Photography by Glenn Matsumura

On a Sunday morning in October, while many Stanford students sleep off the excesses of Saturday night, Andrew Obara stands at attention near a garbage dumpster in a narrow, puddled service road behind the French House, practicing salutes. The only sounds are the rustle of his crisp blue Navy uniform and the occasional clacking of his black shoes on the pavement, echoing off the nearby buildings. With him are two other Stanford freshmen, Chris Pratt and Silvia Cruz, of the Navy’s Reserve Officer Training Corps.

Obara and his mates aren’t hiding, exactly, but the fact that they have chosen this out-of-the-way place to practice seems somehow appropriate. Eighty-five years after it was established at Stanford, and more than 30 years after it left campus during a spasm of antiwar fervor, ROTC survives at the margins, kept alive by a handful of determined students. This year, 29 Stanford students are enrolled in ROTC, representing three branches of the Armed Services.

In many ways, they are like any other students. They wear sandals and shorts, and in class or at the dining hall, they’d be nearly impossible to pick out of a crowd. But for several hours each week, Stanford’s ROTC students study a parallel curriculum, with subjects like naval systems and military leadership, and perform training exercises in full military dress. None of which is done at Stanford.

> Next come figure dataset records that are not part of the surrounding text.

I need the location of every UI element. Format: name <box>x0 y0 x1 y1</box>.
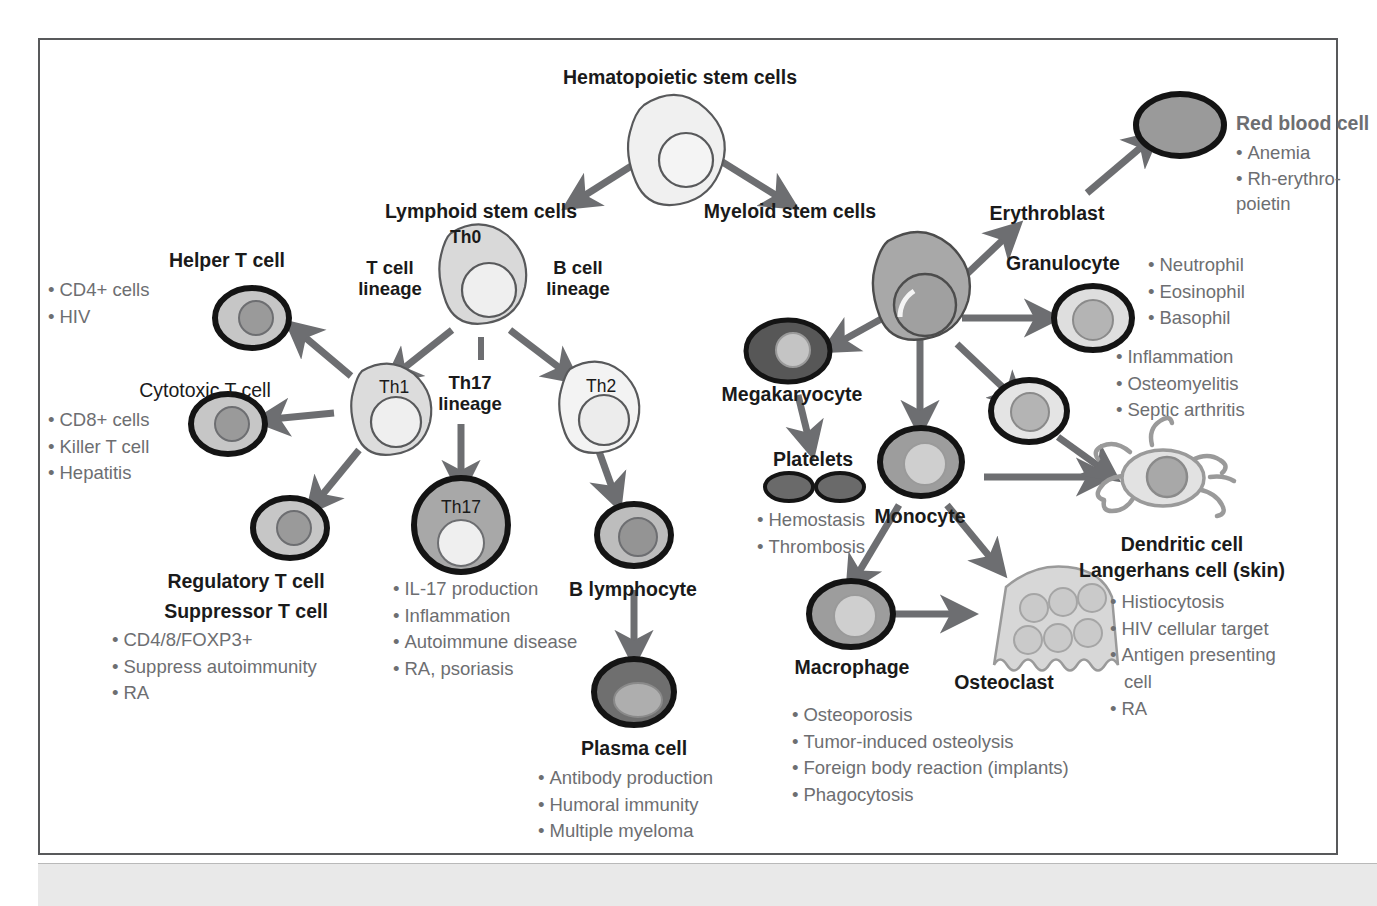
page-title: Hematopoietic stem cells <box>563 66 797 89</box>
bullets-th17: IL-17 production Inflammation Autoimmune… <box>393 576 577 683</box>
label-b-lymphocyte: B lymphocyte <box>569 578 697 601</box>
cell-text-th17: Th17 <box>441 497 481 517</box>
bullet: Thrombosis <box>757 534 865 561</box>
bullet: RA, psoriasis <box>393 656 577 683</box>
label-t-cell-lineage: T cell lineage <box>358 257 422 300</box>
label-platelets: Platelets <box>773 448 853 471</box>
bullet: Inflammation <box>1116 344 1245 371</box>
bullet-continuation: poietin <box>1236 191 1341 217</box>
bullet: IL-17 production <box>393 576 577 603</box>
label-myeloid-stem: Myeloid stem cells <box>704 200 876 223</box>
cell-text-th2: Th2 <box>586 376 616 396</box>
label-granulocyte: Granulocyte <box>1006 252 1120 275</box>
label-erythroblast: Erythroblast <box>990 202 1105 225</box>
bullets-regulatory-t: CD4/8/FOXP3+ Suppress autoimmunity RA <box>112 627 317 707</box>
bullet: Eosinophil <box>1148 279 1245 306</box>
bullets-helper-t: CD4+ cells HIV <box>48 277 149 330</box>
label-macrophage: Macrophage <box>795 656 910 679</box>
bullet: HIV <box>48 304 149 331</box>
cell-text-th0: Th0 <box>450 227 481 247</box>
label-dendritic-cell: Dendritic cell <box>1121 533 1243 556</box>
label-lymphoid-stem: Lymphoid stem cells <box>385 200 577 223</box>
bullet: Basophil <box>1148 305 1245 332</box>
label-b-cell-lineage: B cell lineage <box>546 257 610 300</box>
bullet: Osteoporosis <box>792 702 1069 729</box>
label-red-blood-cell: Red blood cell <box>1236 112 1369 135</box>
bullet: Hemostasis <box>757 507 865 534</box>
figure-frame <box>38 38 1338 855</box>
bullet: Multiple myeloma <box>538 818 713 845</box>
t-lineage-line2: lineage <box>358 278 422 299</box>
bullet: Hepatitis <box>48 460 149 487</box>
b-lineage-line2: lineage <box>546 278 610 299</box>
label-th17-lineage: Th17 lineage <box>438 372 502 415</box>
bullet: Antibody production <box>538 765 713 792</box>
bullets-platelets: Hemostasis Thrombosis <box>757 507 865 560</box>
bullet: Rh-erythro- <box>1236 166 1341 192</box>
bullets-plasma-cell: Antibody production Humoral immunity Mul… <box>538 765 713 845</box>
label-plasma-cell: Plasma cell <box>581 737 687 760</box>
bullet: CD4+ cells <box>48 277 149 304</box>
bullet: Tumor-induced osteolysis <box>792 729 1069 756</box>
bullet: Anemia <box>1236 140 1341 166</box>
bullet: Phagocytosis <box>792 782 1069 809</box>
th17-lineage-line2: lineage <box>438 393 502 414</box>
bullet: Foreign body reaction (implants) <box>792 755 1069 782</box>
regulatory-line2: Suppressor T cell <box>164 600 328 623</box>
label-cytotoxic-t-cell: Cytotoxic T cell <box>139 379 271 402</box>
label-osteoclast: Osteoclast <box>954 671 1054 694</box>
bullet: Antigen presenting <box>1110 642 1276 669</box>
label-monocyte: Monocyte <box>874 505 965 528</box>
bullet: RA <box>1110 696 1276 723</box>
bullets-osteoclast: Osteoporosis Tumor-induced osteolysis Fo… <box>792 702 1069 809</box>
bullets-granulocyte-types: Neutrophil Eosinophil Basophil <box>1148 252 1245 332</box>
bullet: Killer T cell <box>48 434 149 461</box>
bottom-band <box>38 863 1377 906</box>
bullet: Osteomyelitis <box>1116 371 1245 398</box>
bullet: HIV cellular target <box>1110 616 1276 643</box>
bullet: Humoral immunity <box>538 792 713 819</box>
th17-lineage-line1: Th17 <box>438 372 502 393</box>
bullet: Histiocytosis <box>1110 589 1276 616</box>
bullet: Autoimmune disease <box>393 629 577 656</box>
bullets-granulocyte: Inflammation Osteomyelitis Septic arthri… <box>1116 344 1245 424</box>
bullet: Suppress autoimmunity <box>112 654 317 681</box>
bullet: CD4/8/FOXP3+ <box>112 627 317 654</box>
b-lineage-line1: B cell <box>546 257 610 278</box>
label-langerhans-cell: Langerhans cell (skin) <box>1079 559 1285 582</box>
label-regulatory-t-cell: Regulatory T cell Suppressor T cell <box>164 570 328 622</box>
cell-text-th1: Th1 <box>379 377 409 397</box>
bullets-cytotoxic-t: CD8+ cells Killer T cell Hepatitis <box>48 407 149 487</box>
label-megakaryocyte: Megakaryocyte <box>722 383 863 406</box>
bullets-red-blood-cell: Anemia Rh-erythro- poietin <box>1236 140 1341 217</box>
t-lineage-line1: T cell <box>358 257 422 278</box>
bullets-dendritic: Histiocytosis HIV cellular target Antige… <box>1110 589 1276 722</box>
bullet: CD8+ cells <box>48 407 149 434</box>
bullet: RA <box>112 680 317 707</box>
bullet: Septic arthritis <box>1116 397 1245 424</box>
bullet: Inflammation <box>393 603 577 630</box>
regulatory-line1: Regulatory T cell <box>164 570 328 593</box>
bullet: Neutrophil <box>1148 252 1245 279</box>
bullet-continuation: cell <box>1110 669 1276 696</box>
label-helper-t-cell: Helper T cell <box>169 249 285 272</box>
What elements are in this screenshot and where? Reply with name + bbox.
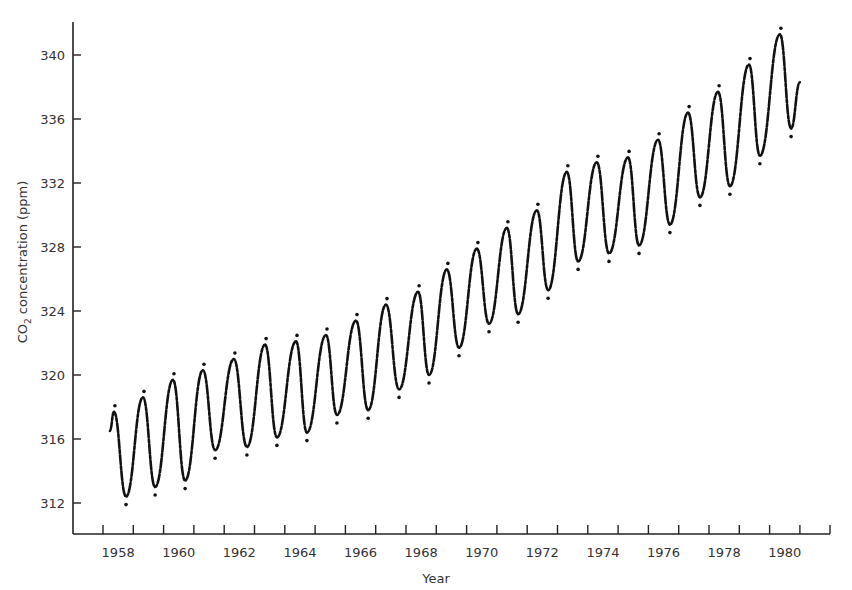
data-dot	[305, 439, 309, 443]
data-dot	[142, 390, 146, 394]
y-axis-title-rest: concentration (ppm)	[15, 181, 30, 319]
data-dot	[668, 231, 672, 235]
x-tick-label: 1978	[708, 545, 741, 560]
data-dot	[546, 296, 550, 300]
data-dot	[627, 150, 631, 154]
data-dot	[516, 320, 520, 324]
data-dot	[385, 297, 389, 301]
y-tick-label: 312	[40, 496, 65, 511]
data-dot	[397, 396, 401, 400]
data-dot	[335, 421, 339, 425]
co2-concentration-chart: 312316320324328332336340 195819601962196…	[0, 0, 852, 590]
data-dot	[687, 105, 691, 109]
data-dot	[698, 204, 702, 208]
data-dot	[366, 416, 370, 420]
data-dot	[576, 268, 580, 272]
data-dot	[183, 487, 187, 491]
data-dot	[113, 404, 117, 408]
data-dot	[657, 132, 661, 136]
x-axis: 1958196019621964196619681970197219741976…	[73, 525, 830, 560]
x-tick-label: 1970	[465, 545, 498, 560]
y-axis-title: CO2 concentration (ppm)	[15, 181, 33, 344]
x-tick-label: 1980	[768, 545, 801, 560]
data-dot	[748, 57, 752, 61]
x-tick-label: 1976	[647, 545, 680, 560]
y-axis-title-co: CO	[15, 324, 30, 343]
x-tick-label: 1958	[102, 545, 135, 560]
data-dot	[245, 453, 249, 457]
data-dot	[124, 503, 128, 507]
y-tick-label: 328	[40, 240, 65, 255]
data-dot	[758, 162, 762, 166]
y-tick-label: 320	[40, 368, 65, 383]
data-dot	[233, 351, 237, 355]
data-dot	[153, 493, 157, 497]
data-series	[110, 26, 800, 506]
data-dot	[789, 135, 793, 139]
y-tick-label: 332	[40, 176, 65, 191]
data-dot	[779, 26, 783, 30]
x-tick-label: 1964	[283, 545, 316, 560]
y-tick-label: 336	[40, 112, 65, 127]
y-tick-label: 324	[40, 304, 65, 319]
data-dot	[427, 381, 431, 385]
data-dot	[275, 444, 279, 448]
data-dot	[476, 241, 480, 245]
data-dot	[637, 252, 641, 256]
data-dot	[717, 84, 721, 88]
data-dot	[506, 220, 510, 224]
data-dot	[417, 284, 421, 288]
x-axis-title: Year	[421, 571, 450, 586]
y-tick-label: 340	[40, 48, 65, 63]
data-dot	[446, 262, 450, 266]
data-dot	[325, 327, 329, 331]
data-dot	[487, 330, 491, 334]
x-tick-label: 1968	[405, 545, 438, 560]
x-tick-label: 1974	[586, 545, 619, 560]
x-tick-label: 1972	[526, 545, 559, 560]
data-dot	[728, 192, 732, 196]
x-tick-label: 1962	[223, 545, 256, 560]
data-dot	[536, 202, 540, 206]
data-dot	[264, 337, 268, 341]
x-tick-label: 1960	[162, 545, 195, 560]
data-dot	[566, 164, 570, 168]
y-axis: 312316320324328332336340	[40, 22, 81, 534]
co2-line	[110, 34, 800, 496]
data-dot	[457, 354, 461, 358]
data-dot	[596, 154, 600, 158]
data-dot	[607, 260, 611, 264]
data-dot	[172, 372, 176, 376]
data-dot	[213, 456, 217, 460]
data-dot	[295, 334, 299, 338]
y-tick-label: 316	[40, 432, 65, 447]
x-tick-label: 1966	[344, 545, 377, 560]
data-dot	[355, 313, 359, 317]
data-dot	[202, 362, 206, 366]
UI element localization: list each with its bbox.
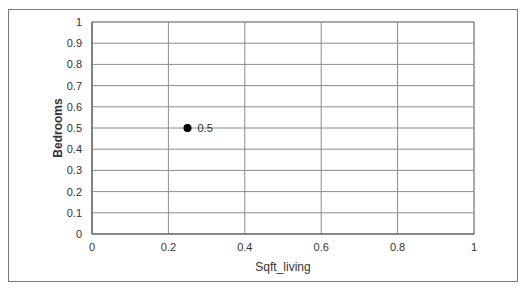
y-tick-label: 0.2 [67, 186, 82, 198]
data-label: 0.5 [198, 122, 213, 134]
y-tick-label: 0.8 [67, 58, 82, 70]
scatter-chart: 00.10.20.30.40.50.60.70.80.91 00.20.40.6… [0, 0, 527, 290]
x-tick-label: 0.4 [237, 241, 252, 253]
grid-lines [92, 22, 474, 234]
x-axis-title: Sqft_living [255, 260, 310, 274]
y-tick-label: 0.1 [67, 207, 82, 219]
y-axis-ticks: 00.10.20.30.40.50.60.70.80.91 [67, 16, 82, 240]
y-tick-label: 0 [76, 228, 82, 240]
y-tick-label: 0.7 [67, 80, 82, 92]
y-tick-label: 0.6 [67, 101, 82, 113]
data-point-marker [184, 124, 192, 132]
y-tick-label: 0.5 [67, 122, 82, 134]
x-tick-label: 0.8 [390, 241, 405, 253]
y-tick-label: 1 [76, 16, 82, 28]
x-tick-label: 1 [471, 241, 477, 253]
y-axis-title: Bedrooms [51, 98, 65, 158]
x-axis-ticks: 00.20.40.60.81 [89, 241, 477, 253]
y-tick-label: 0.3 [67, 164, 82, 176]
x-tick-label: 0.6 [314, 241, 329, 253]
y-tick-label: 0.9 [67, 37, 82, 49]
data-points: 0.5 [184, 122, 213, 134]
y-tick-label: 0.4 [67, 143, 82, 155]
x-tick-label: 0 [89, 241, 95, 253]
x-tick-label: 0.2 [161, 241, 176, 253]
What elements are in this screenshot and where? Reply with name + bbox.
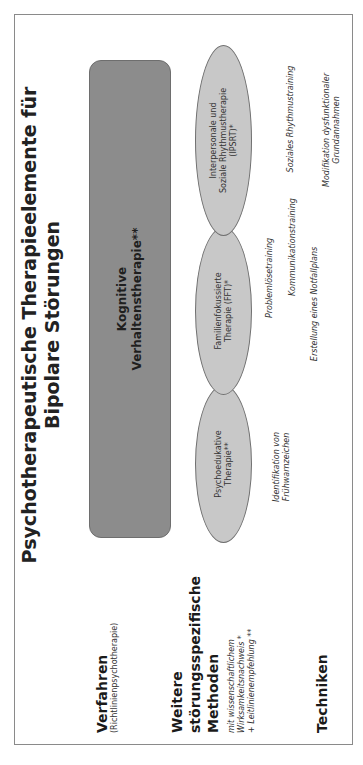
identifikation-line-2: Frühwarnzeichen (282, 432, 292, 502)
method-ellipse-fft: Familienfokussierte Therapie (FFT)* (195, 227, 252, 395)
row-sublabel-methoden: mit wissenschaftlichem Wirksamkeitsnachw… (227, 533, 257, 733)
kvt-label: Kognitive Verhaltenstherapie** (115, 228, 145, 371)
fft-line-2: Therapie (FFT)* (224, 272, 234, 349)
ipsrt-line-1: Interpersonale und (209, 88, 219, 193)
problemloese-line-1: Problemlösetraining (265, 238, 275, 318)
fft-line-1: Familienfokussierte (214, 272, 224, 349)
method-ellipse-psychoedukative: Psychoedukative Therapie** (195, 385, 252, 543)
technique-kommunikationstraining: Kommunikationstraining (288, 198, 298, 296)
kvt-line-1: Kognitive (115, 228, 130, 371)
modifikation-line-1: Modifikation dysfunktionaler (322, 73, 332, 187)
ipsrt-label: Interpersonale und Soziale Rhythmusthera… (209, 88, 239, 193)
technique-soziales-rhythmustraining: Soziales Rhythmustraining (286, 66, 296, 173)
diagram-title: Psychotherapeutische Therapieelemente fü… (18, 15, 64, 635)
fft-label: Familienfokussierte Therapie (FFT)* (214, 272, 234, 349)
notfallplan-line-1: Erstellung eines Notfallplans (310, 247, 320, 361)
ipsrt-line-2: Soziale Rhythmustherapie (219, 88, 229, 193)
technique-problemloesetraining: Problemlösetraining (265, 238, 275, 318)
methoden-line-1: Weitere (168, 533, 186, 733)
psychoedukative-label: Psychoedukative Therapie** (214, 430, 234, 497)
title-line-2: Bipolare Störungen (41, 15, 64, 635)
row-sublabel-verfahren: (Richtlinienpsychotherapie) (110, 623, 120, 733)
row-label-verfahren: Verfahren (94, 655, 110, 733)
rotated-diagram-canvas: Psychotherapeutische Therapieelemente fü… (0, 0, 363, 765)
title-line-1: Psychotherapeutische Therapieelemente fü… (18, 15, 41, 635)
method-ellipse-ipsrt: Interpersonale und Soziale Rhythmusthera… (195, 45, 252, 236)
sozialrhythmus-line-1: Soziales Rhythmustraining (286, 66, 296, 173)
identifikation-line-1: Identifikation von (272, 432, 282, 502)
methoden-sub-line-2: Wirksamkeitsnachweis * (237, 533, 247, 733)
technique-modifikation: Modifikation dysfunktionaler Grundannahm… (322, 73, 342, 187)
psycho-line-1: Psychoedukative (214, 430, 224, 497)
ipsrt-line-3: (IPSRT)* (229, 88, 239, 193)
row-label-techniken: Techniken (313, 654, 331, 733)
row-label-methoden: Weitere störungsspezifische Methoden (168, 533, 222, 733)
methoden-line-2: störungsspezifische (186, 533, 204, 733)
methoden-sub-line-3: + Leitlinienempfehlung ** (247, 533, 257, 733)
methoden-line-3: Methoden (204, 533, 222, 733)
psycho-line-2: Therapie** (224, 430, 234, 497)
kvt-line-2: Verhaltenstherapie** (130, 228, 145, 371)
verfahren-box-kvt: Kognitive Verhaltenstherapie** (89, 60, 171, 538)
kommunikation-line-1: Kommunikationstraining (288, 198, 298, 296)
technique-notfallplan: Erstellung eines Notfallplans (310, 247, 320, 361)
technique-identifikation: Identifikation von Frühwarnzeichen (272, 432, 292, 502)
modifikation-line-2: Grundannahmen (332, 73, 342, 187)
methoden-sub-line-1: mit wissenschaftlichem (227, 533, 237, 733)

To fulfill their ROTC obligation, these students drive to UC-Berkeley, San Jose State or Santa Clara University to participate in the Navy, Air Force or Army programs, respectively. On a recent Wednesday at Santa Clara, six students from the Farm joined 40 other fatigues-clad trainees at Moffett Field. Bayonets unsheathed, they wielded M-16 rifles during a series of weapons drills under the watchful eye of an Army sergeant. Simulating a search for a concealed enemy, they stabbed a pile of hay. Later, standing near a stack of tires, they carefully lifted one tire off the one below, using their bayonets as levers. Their movements were crisp and deliberate, their bearing professional. Were it not for the traffic on the nearby road, one could imagine them crouched on a battlefield, weapons at the ready. They looked and acted like soldiers.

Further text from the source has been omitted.